English
 
Help Privacy Policy Disclaimer
  Advanced SearchBrowse

Item

ITEM ACTIONSEXPORT

Released

Journal Article

The mass of the Milky Way out to 100 kpc using halo stars

MPS-Authors
/persons/resource/persons232866

Grand,  Robert J. J.
Galaxy Formation, Cosmology, MPI for Astrophysics, Max Planck Society;

/persons/resource/persons4732

Pakmor,  Rüdiger
Stellar Astrophysics, MPI for Astrophysics, Max Planck Society;

External Resource
No external resources are shared
Fulltext (restricted access)
There are currently no full texts shared for your IP range.
Fulltext (public)
There are no public fulltexts stored in PuRe
Supplementary Material (public)
There is no public supplementary material available
Citation

Deason, A. J., Erkal, D., Belokurov, V., Fattahi, A., Gómez, F. A., Grand, R. J. J., et al. (2020). The mass of the Milky Way out to 100 kpc using halo stars. Monthly Notices of the Royal Astronomical Society, 501(4), 5964-5972. doi:10.1093/mnras/staa3984.


Cite as: https://hdl.handle.net/21.11116/0000-0008-C5CA-6
Abstract
We use a distribution function analysis to estimate the mass of the Milky Way (MW) out to 100 kpc using a large sample of halo stars. These stars are compiled from the literature, and the vast majority (⁠∼98 per cent⁠) have 6D phase-space information. We pay particular attention to systematic effects, such as the dynamical influence of the Large Magellanic Cloud (LMC), and the effect of unrelaxed substructure. The LMC biases the (pre-LMC infall) halo mass estimates towards higher values, while realistic stellar haloes from cosmological simulations tend to underestimate the true halo mass. After applying our method to the MW data, we find a mass within 100 kpc of M (<100 kpc) = 6.07 ± 0.29 (stat.) ± 1.21 (sys.) × 1011 M. For this estimate, we have approximately corrected for the reflex motion induced by the LMC using the Erkal et al. model, which assumes a rigid potential for the LMC and MW. Furthermore, stars that likely belong to the Sagittarius stream are removed, and we include a 5 per cent systematic bias, and a 20 per cent systematic uncertainty based on our tests with cosmological simulations. Assuming the mass–concentration relation for Navarro–Frenk–White haloes, our mass estimate favours a total (pre-LMC infall) MW mass of M200c = 1.01 ± 0.24 × 1012 M, or (post-LMC infall) mass of M200c = 1.16 ± 0.24 × 1012 M when a 1.5 × 1011 M mass of a rigid LMC is included.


» TASK REQUIREMENTS: Write out exactly the lines between the line containing "Find the location" and the end of the records, counting both ends, and leave out all pictures.

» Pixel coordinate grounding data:

==*==

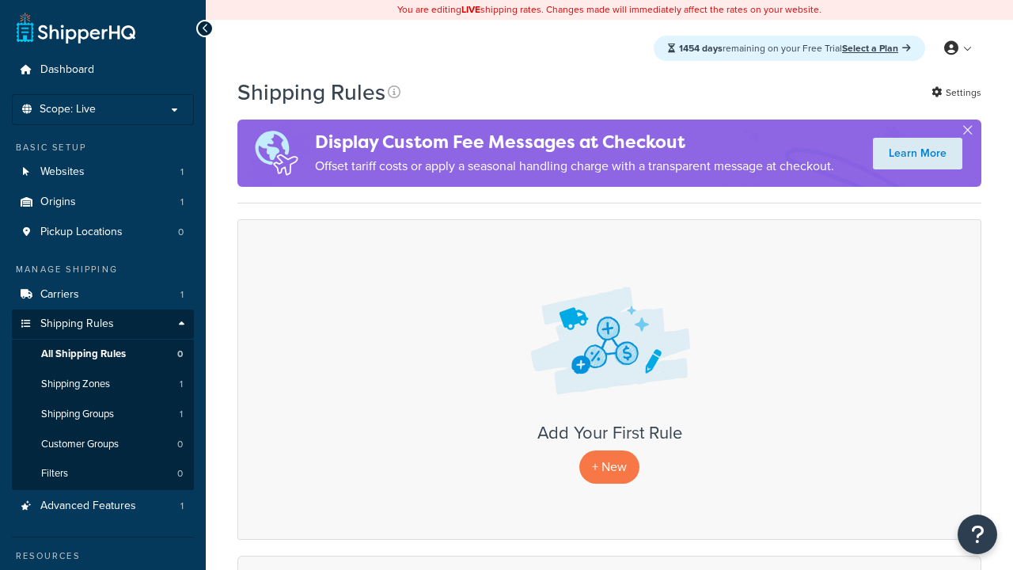 This screenshot has height=570, width=1013. Describe the element at coordinates (83, 354) in the screenshot. I see `span: All Shipping Rules` at that location.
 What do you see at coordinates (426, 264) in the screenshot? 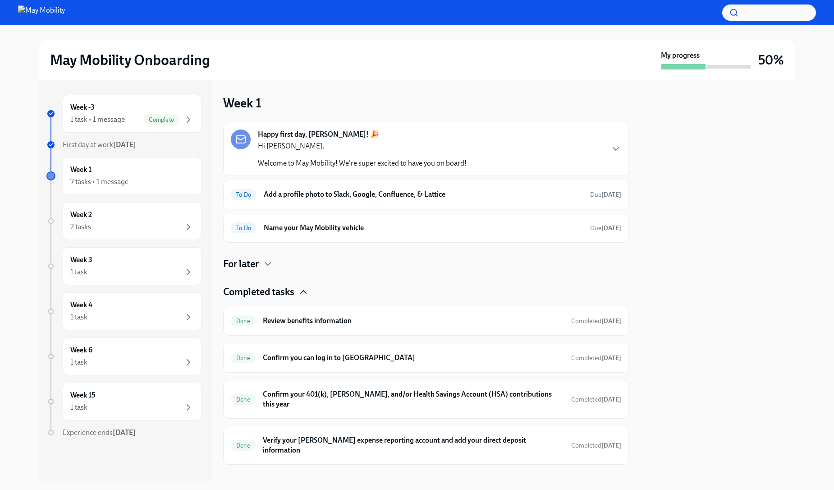
I see `div: For later` at bounding box center [426, 264].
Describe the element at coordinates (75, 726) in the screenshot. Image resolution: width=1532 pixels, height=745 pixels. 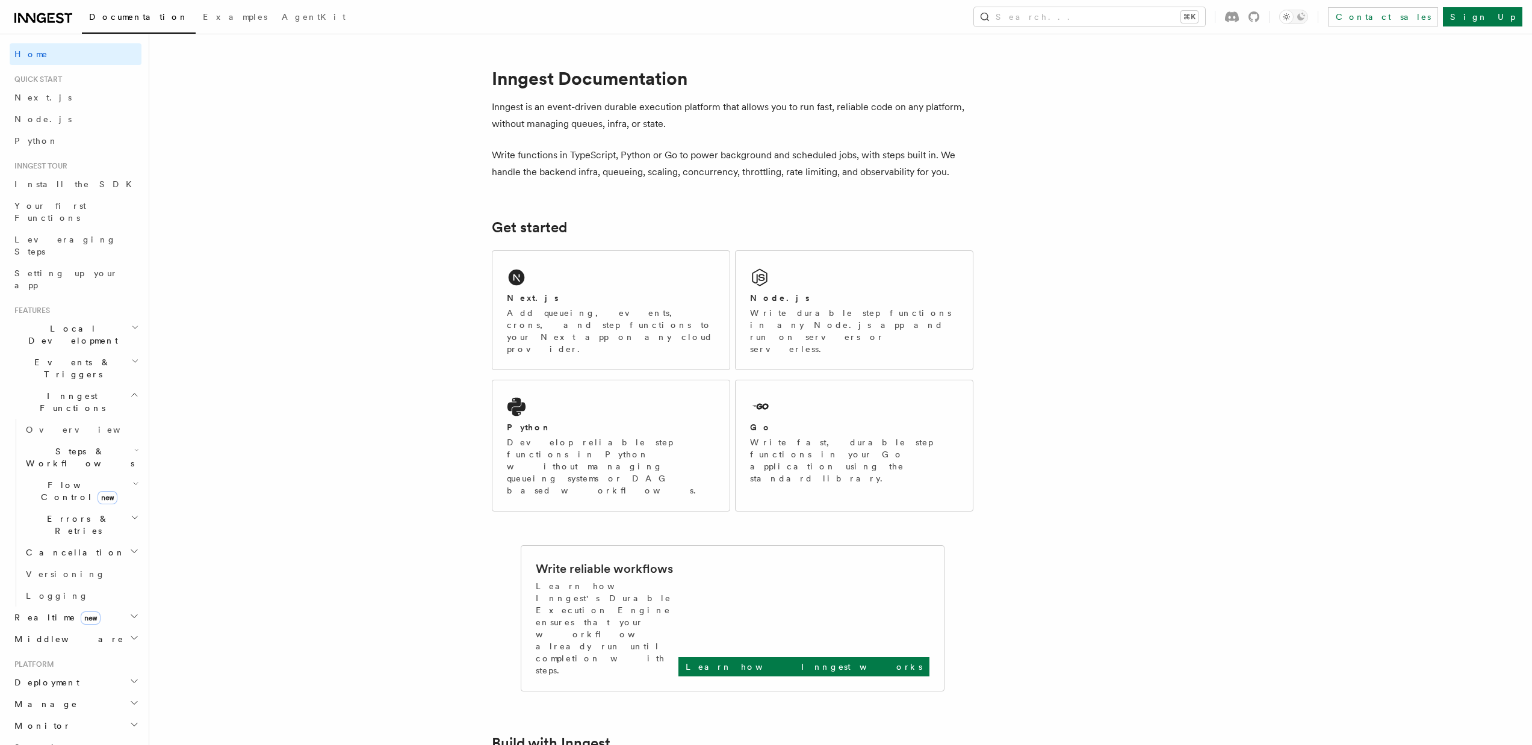
I see `button: Monitor` at that location.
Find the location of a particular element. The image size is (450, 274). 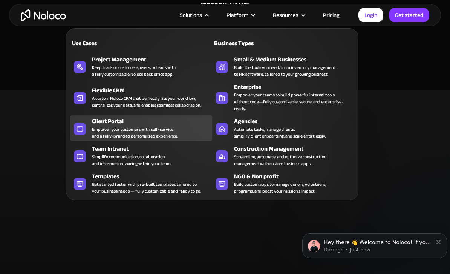

nav: Solutions is located at coordinates (212, 109).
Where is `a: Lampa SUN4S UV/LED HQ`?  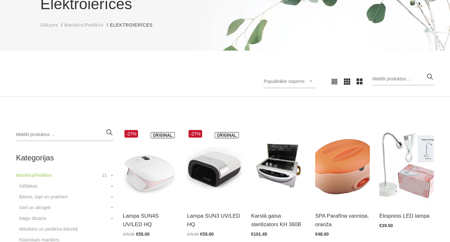
a: Lampa SUN4S UV/LED HQ is located at coordinates (150, 220).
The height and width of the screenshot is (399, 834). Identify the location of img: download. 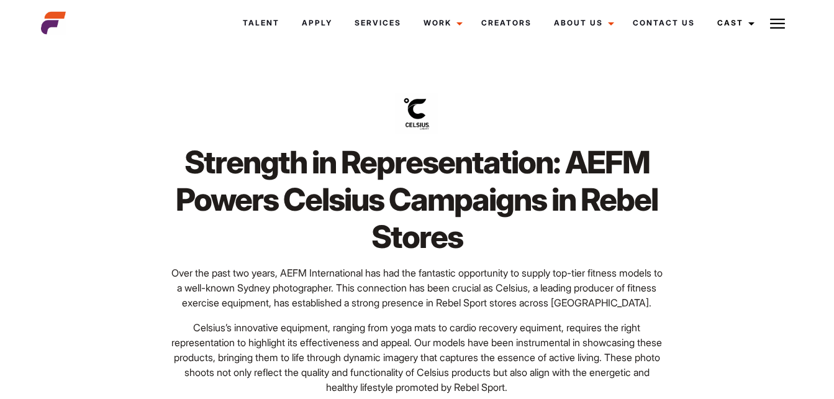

==*==

» WORKED SOLUTION:
Find the location of a particular element. The image size is (450, 274). 

nav: Solutions is located at coordinates (212, 109).
Where is `a: Lampa SUN4S UV/LED HQ`?  
a: Lampa SUN4S UV/LED HQ is located at coordinates (150, 220).
The height and width of the screenshot is (399, 834). Identify the location of img: download. 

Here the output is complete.